Friday, March 11, 2011

A Friend Who Would Understand Me

Anton Chekhov was 38 years old when he wrote "A Case History". He was already an experienced doctor and evocative writer, and some of his best short stories, including this one, effortlessly combined elements of both medicine and human nature. The dismal factory town in "A Case History",  to which a doctor is summoned, has all the depressing features of late 19th century Russia, or indeed of industrial Europe. Within it's walls languishes the neurasthenic daughter of the rich factory owner. She is always sick, tired and depressed.

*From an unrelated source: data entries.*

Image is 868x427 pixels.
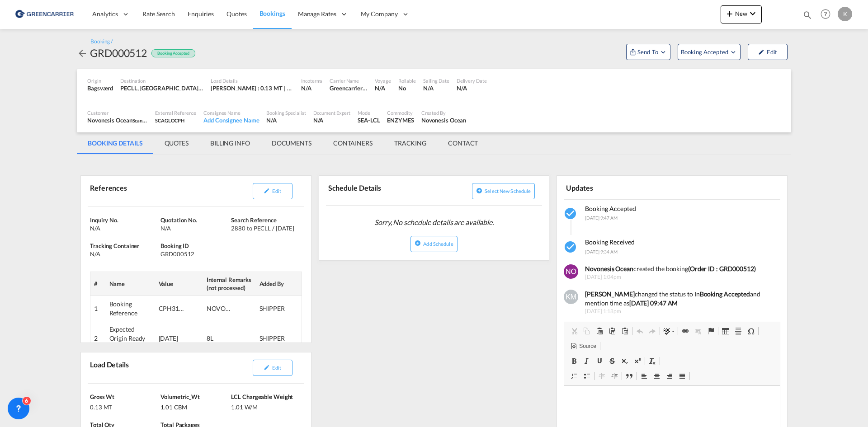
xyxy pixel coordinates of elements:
[585,216,618,220] span: [DATE] 9:47 AM
[261,133,322,154] md-tab-item: DOCUMENTS
[410,236,457,253] button: icon-plus-circleAdd Schedule
[160,242,189,250] span: Booking ID
[457,84,487,92] div: N/A
[387,117,414,124] div: ENZYMES
[678,44,741,60] button: Open demo menu
[398,84,416,92] div: No
[564,240,578,255] md-icon: icon-checkbox-marked-circle
[387,110,414,117] div: Commodity
[90,394,114,400] span: Gross Wt
[298,10,336,19] span: Manage Rates
[375,77,391,84] div: Voyage
[623,370,636,382] a: Block Quote
[253,360,292,376] button: icon-pencilEdit
[87,77,113,84] div: Origin
[646,326,659,337] a: Redo (Ctrl+Y)
[596,370,608,382] a: Decrease Indent
[90,401,158,412] div: 0.13 MT
[160,250,229,258] div: GRD000512
[437,133,489,154] md-tab-item: CONTACT
[664,370,676,382] a: Align Right
[424,84,449,92] div: N/A
[724,8,735,19] md-icon: icon-plus 400-fg
[92,10,118,19] span: Analytics
[638,370,651,382] a: Align Left
[358,117,380,124] div: SEA-LCL
[585,264,774,274] div: created the booking
[802,10,813,20] md-icon: icon-magnify
[421,117,467,124] div: Novonesis Ocean
[91,297,106,322] td: 1
[77,133,154,154] md-tab-item: BOOKING DETAILS
[256,272,302,296] th: Added By
[371,214,497,231] span: Sorry, No schedule details are available.
[564,179,671,195] div: Updates
[151,50,195,58] div: Booking Accepted
[160,401,229,412] div: 1.01 CBM
[91,322,106,356] td: 2
[253,183,292,200] button: icon-pencilEdit
[158,334,186,343] div: 02-10-25
[160,394,200,400] span: Volumetric_Wt
[155,110,196,117] div: External Reference
[578,343,596,350] span: Source
[231,216,276,224] span: Search Reference
[568,340,599,352] a: Source
[398,77,416,84] div: Rollable
[77,48,88,59] md-icon: icon-arrow-left
[90,216,119,224] span: Inquiry No.
[87,110,148,117] div: Customer
[361,10,398,19] span: My Company
[421,110,467,117] div: Created By
[329,77,368,84] div: Carrier Name
[619,326,631,337] a: Paste from Word
[91,38,112,45] div: Booking /
[564,264,578,279] img: Ygrk3AAAABklEQVQDAFF8c5fyQb5PAAAAAElFTkSuQmCC
[301,84,312,92] div: N/A
[472,183,535,200] button: icon-plus-circleSelect new schedule
[256,297,302,322] td: SHIPPER
[585,205,636,213] span: Booking Accepted
[593,326,606,337] a: Paste (Ctrl+V)
[581,355,593,367] a: Italic (Ctrl+I)
[585,290,774,308] div: changed the status to In and mention time as
[646,355,659,367] a: Remove Format
[77,133,489,154] md-pagination-wrapper: Use the left and right arrow keys to navigate between tabs
[158,304,186,313] div: CPH31136313
[211,77,294,84] div: Load Details
[476,188,483,194] md-icon: icon-plus-circle
[203,272,256,296] th: Internal Remarks (not processed)
[700,290,750,298] b: Booking Accepted
[564,207,578,221] md-icon: icon-checkbox-marked-circle
[627,44,671,60] button: Open demo menu
[802,10,813,24] div: icon-magnify
[106,297,155,322] td: Booking Reference
[457,77,487,84] div: Delivery Date
[264,364,270,370] md-icon: icon-pencil
[188,10,214,17] span: Enquiries
[313,117,351,124] div: N/A
[87,117,148,124] div: Novonesis Ocean
[142,10,175,17] span: Rate Search
[585,290,635,298] b: [PERSON_NAME]
[719,326,732,337] a: Table
[13,4,75,24] img: b0b18ec08afe11efb1d4932555f5f09d.png
[260,10,285,17] span: Bookings
[267,110,306,117] div: Booking Specialist
[90,250,158,258] div: N/A
[619,355,631,367] a: Subscript
[155,272,203,296] th: Value
[679,326,692,337] a: Link (Ctrl+K)
[688,265,756,273] b: (Order ID : GRD000512)
[631,355,644,367] a: Superscript
[568,326,581,337] a: Cut (Ctrl+X)
[231,394,293,400] span: LCL Chargeable Weight
[661,326,677,337] a: Spell Check As You Type
[106,272,155,296] th: Name
[629,299,678,307] b: [DATE] 09:47 AM
[838,7,853,21] div: K
[414,240,421,246] md-icon: icon-plus-circle
[88,357,133,380] div: Load Details
[326,179,433,202] div: Schedule Details
[160,216,197,224] span: Quotation No.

Just a brief conversation and examination give the doctor the diagnosis - that of no diagnosis at all. Today, after a few tests, she would be labelled as depression or chronic fatigue or fibromyalgia. But Chekhov and his alter ego in the story know the real cause of her illness. She explains it herself in her last few words to the doctor: "I'd like to tell you what I think. It seems that I'm not ill, and I'm worried and terrified for that reason...I'm always having medical treatment and of course I'm thankful and I wouldn't say it's all a waste of time. I don't want to talk to doctors, though, but to someone close to me, a friend who would understand me and could convince me whether I'm right or wrong."
Of course, nothing is resolved, and the doctor moves on, out of the town, to the rest of his life.
Chekhov doesn't try to give us a feel-good story. But we feel better after reading it. Is it Schadenfreude? Maybe. Is it a confessional by proxy? Possibly. It's certainly real, and common, even in a different time and place.